Many stations also have VHF and UHF DF systems for determining the location of line-of-sight VHF and UHF emitters. In northern Hokkaido, for example, there are VHF and UHF DF systems at the JGSDF SIGINT stations at Wakkanai, Rebun Island, Maruyama, Rausu, Nemuro (2) and Higashi Nemuro (Plate 4).

In addition to monitoring line-of-sight VHF communications, Japan is favourably placed for interception of VHF signals from thousands of kilometers away to the southwest due to an anomalously high electron density in the Sporadic E layer (Es) of the ionosphere over the East China Sea. It has been shown, for example, that VHF broadcast transmissions from China in the 39.75 to 72.25 MHz range are clearly receivable in Japan using both Yagi and log-periodic dipole arrays.[xvi] Indeed, VHF signals transmitted in Southeast Asia, including from Malaysia and the Philippines, can also propagate to Japan via the Es layer.[xvii]
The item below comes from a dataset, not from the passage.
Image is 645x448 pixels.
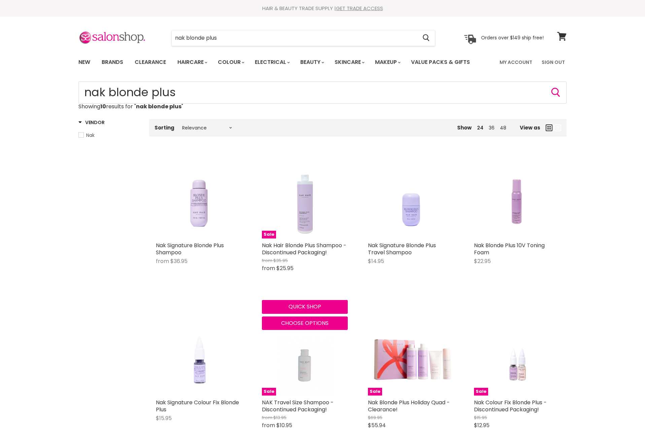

Many of the stations are located at sites used for SIGINT operations before or during the Second World War, and which had been proven to be especially lucrative. For example, the sites at Wakkanai/Noshyappu (野寒布岬)[xviii] and Nemuro were in December 1944 two of the Japanese Navy’s largest SIGINT stations, with the former covering the area around the northern part of the Sea of Japan and the southern part of the Sea of Okhotsk, and the Nemuro station covering a broad swath of the northern Pacific Ocean.[xix] The Imperial Navy also maintained a large SIGINT station for intercepting Soviet communications at Shibata, not far from the present station at Kobunato.[xx] Other sites were selected by the US in the 1950s and 1960s for intercepting signals in the Soviet Union, such as at Chitose, where the US station was transferred to Japan in 1971.

There have been few major changes at any of the stations targeted on Russia since the early 1990s. On the other hand, the capabilities of those stations primarily engaged in intercepting North Korean and Chinese signals have been substantially enhanced since the late 1990s, and especially since the early 2000s. The Miho station had reportedly established an ancillary COMINT facility at nearby Takao-yama by 1998, giving it better access to North Korean VHF signals. Ten radomes with satellite communications antennas have been installed at Tachiarai since 2002, and the new CDAA was opened at Kikai-jima in 2006. The three new JASDF J/FLR-4 and J/FLR-4A stations are directed primarily against Chinese signals. The two latest stations, currently under construction at Yonaguni and Iwoto, will both also be concerned primarily with Chinese signals.